Audience Building: Meeting Fans on Their Own Terms

Audience Building: Meeting Fans on Their Own Terms

By Gaëlle Engelberts

Digital media veterans Catherine Warren and Moyra Rodger share five ways to build a loyal audience.

From one-way to two-way communications
Catherine Warren, the president of FanTrust that was established more than 15 years ago, has been at the forefront of this shift toward a digital and interactive model. “[Today] you have so many choices, you don’t even know where to begin in terms of audience engagement,” says Warren. “Whereas 15 years ago, it was like: ‘Tell me about interactive audiences’. We’re in a very different landscape now.”

Audiences are more sophisticated when it comes to finding content and interacting with it, while producers and creators are more knowledgeable about fan engagement. Nevertheless, there’s room for improvement. “The theory and rationale is there, but [in terms of] the use case or the operationalization of that, there’s still a long way to go.”

Meeting fans on their own terms requires a complete mind shift, moving from one-way to two-way communications.

Establishing trust with your fans and within your company
Putting the audience at the centre of your operations also means respecting your fans. “It’s important to treat fans as you would treat a member of your extended team,” believes Catherine Warren. She has observed a lot of improvement in this respect, but nevertheless points out that the TV industry has been slow to engage in a dialogue with audiences. When fans first asked why they couldn’t see a season of their favourite show on a specific channel or in Canada, they were often ignored or given a trivial response like “It’s not available in this territory.”

As a result, the dialogue shifted from professionals to consumers, as fans started to discuss among themselves and learn about the ins and outs of rights and distribution. “They’re just really knowledgeable about the way media are deployed on [different] platforms and they want to engage in those kinds of conversations. They want to be respected and brought into the loop,” says Warren.

“Audiences set the bar high. If you and your brand don’t meet their expectations, they will get that information somewhere else or they will go elsewhere,” she warns.

To establish trust with your audience, you also need to trust your own team. Warren explains that a common mistake is not giving enough autonomy to community managers. When the latter have to go through multiple levels of approval, their initiatives can lose momentum and become irrelevant.

“By the time a community manager is allowed to put out an asset that only exists for social audiences, those fans have gone out, they’ve sourced their own imagery, they’ve created their own fan art and no one cares anymore,” says Warren. Indeed, businesses need to respond quickly to their audiences if they want to keep them focused on their brand.

Focusing on the basics
It can be very easy to focus on the latest technology (like virtual and augmented reality) and forget about the ‘meat and potatoes’ of fan building like efficient and timely communications. Catherine Warren points to the fact that many TV everywhere apps are still hard to navigate and often don’t provide the information that viewers are looking for.

“It’s basic things that I would say are fan alienating rather than fan building,” says Warren. “[What] you would like to know as a consumer (e.g., when the next episode or season will air), you can’t even figure that out.”

As a result, consumers leave the app and the opportunity to turn them into loyal fans is gone. “You’ve already got them hooked, they’re in there. You could be up selling their cable package, you could be cross-selling them to other shows, you could be serving them more monetizable units. Instead consumers are so frustrated that they go to YouTube or they Torrent something because they can’t figure out how to find [what they’re looking for].”

Another obstacle to effective fan engagement is how television sets, as devices, have become increasingly difficult to use. “Just try turning on someone else’s TV and finding the show you want to watch,” says Warren. “[They] are more complicated than the super computers in our phones that are replacing TVs!”

“That doesn’t help discoverability and it does not build fan engagement. If you’re a studio, a distributor or a rights holder and you spend hundreds of millions of dollars on your property or your slate and someone can’t even see it on their super expensive flat screen TV so they’re forced to watch it on a tiny phone screen, the experience you’ve created is not flowing through to the eyeballs and fans that you want to reach.” She suggests that broadcasters and producers should engage in more active conversations with TV manufacturers.

Stepping in your audience’s shoes
In the end, the best way to understand and reach your audience is to step into their shoes. A company, from the intern to the CEO, should engage with the content it produces on all devices and from the fans’ perspective. “That’s what leads to excellence,” believes Warren.

This way, building online audiences becomes a goal the whole company strives toward. Backed by loyal fans, your content is then more likely to attract the attention of potential partners, whether they be broadcasters or brands.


TASK TO CARRY OUT = Print only the closing part of the entries. It starts at the line containing "Direct me to clothing." and includes the final line, exactly as written.

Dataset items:
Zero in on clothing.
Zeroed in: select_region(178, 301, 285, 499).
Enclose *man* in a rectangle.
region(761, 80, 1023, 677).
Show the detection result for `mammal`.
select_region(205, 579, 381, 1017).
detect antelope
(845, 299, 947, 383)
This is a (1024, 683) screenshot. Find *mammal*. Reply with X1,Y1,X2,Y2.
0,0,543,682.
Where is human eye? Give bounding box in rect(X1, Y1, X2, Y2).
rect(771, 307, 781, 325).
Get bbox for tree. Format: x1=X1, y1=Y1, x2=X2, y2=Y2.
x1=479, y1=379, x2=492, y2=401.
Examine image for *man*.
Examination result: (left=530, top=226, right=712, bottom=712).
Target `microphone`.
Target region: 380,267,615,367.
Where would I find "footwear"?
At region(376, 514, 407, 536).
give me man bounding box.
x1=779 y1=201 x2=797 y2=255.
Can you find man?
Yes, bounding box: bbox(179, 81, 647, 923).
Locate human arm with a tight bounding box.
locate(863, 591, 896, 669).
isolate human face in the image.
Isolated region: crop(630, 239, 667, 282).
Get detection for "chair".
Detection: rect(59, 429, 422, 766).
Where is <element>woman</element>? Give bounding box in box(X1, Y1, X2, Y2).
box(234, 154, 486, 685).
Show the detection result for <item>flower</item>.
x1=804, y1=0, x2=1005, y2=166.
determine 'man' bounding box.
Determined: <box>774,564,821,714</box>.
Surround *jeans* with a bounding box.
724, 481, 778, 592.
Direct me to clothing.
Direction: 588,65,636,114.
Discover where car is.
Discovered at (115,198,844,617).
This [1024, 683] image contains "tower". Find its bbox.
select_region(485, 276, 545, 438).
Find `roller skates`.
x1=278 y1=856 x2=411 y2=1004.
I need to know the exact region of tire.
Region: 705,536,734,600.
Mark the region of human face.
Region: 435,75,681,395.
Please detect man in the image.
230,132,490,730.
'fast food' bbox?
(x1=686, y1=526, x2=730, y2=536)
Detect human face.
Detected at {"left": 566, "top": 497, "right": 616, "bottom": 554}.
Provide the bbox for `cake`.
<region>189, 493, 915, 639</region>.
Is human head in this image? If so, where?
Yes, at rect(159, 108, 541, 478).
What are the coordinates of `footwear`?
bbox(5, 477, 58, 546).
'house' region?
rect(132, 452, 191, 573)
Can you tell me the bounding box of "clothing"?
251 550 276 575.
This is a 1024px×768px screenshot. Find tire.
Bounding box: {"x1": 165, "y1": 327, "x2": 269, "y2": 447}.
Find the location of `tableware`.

SOLUTION =
Direct me to clothing.
Direction: 588,65,636,114.
Discover where car is.
Discovered at (115,198,844,617).
This [1024, 683] image contains "tower". Find its bbox.
select_region(485, 276, 545, 438).
Find `roller skates`.
x1=278 y1=856 x2=411 y2=1004.
I need to know the exact region of tire.
Region: 705,536,734,600.
Mark the region of human face.
Region: 435,75,681,395.
Please detect man in the image.
230,132,490,730.
'fast food' bbox?
(x1=686, y1=526, x2=730, y2=536)
Detect human face.
Detected at {"left": 566, "top": 497, "right": 616, "bottom": 554}.
Provide the bbox for `cake`.
<region>189, 493, 915, 639</region>.
Is human head in this image? If so, where?
Yes, at rect(159, 108, 541, 478).
What are the coordinates of `footwear`?
bbox(5, 477, 58, 546).
'house' region?
rect(132, 452, 191, 573)
Can you tell me the bounding box of "clothing"?
251 550 276 575.
This is a 1024px×768px screenshot. Find tire.
Bounding box: {"x1": 165, "y1": 327, "x2": 269, "y2": 447}.
Find the location of `tableware`.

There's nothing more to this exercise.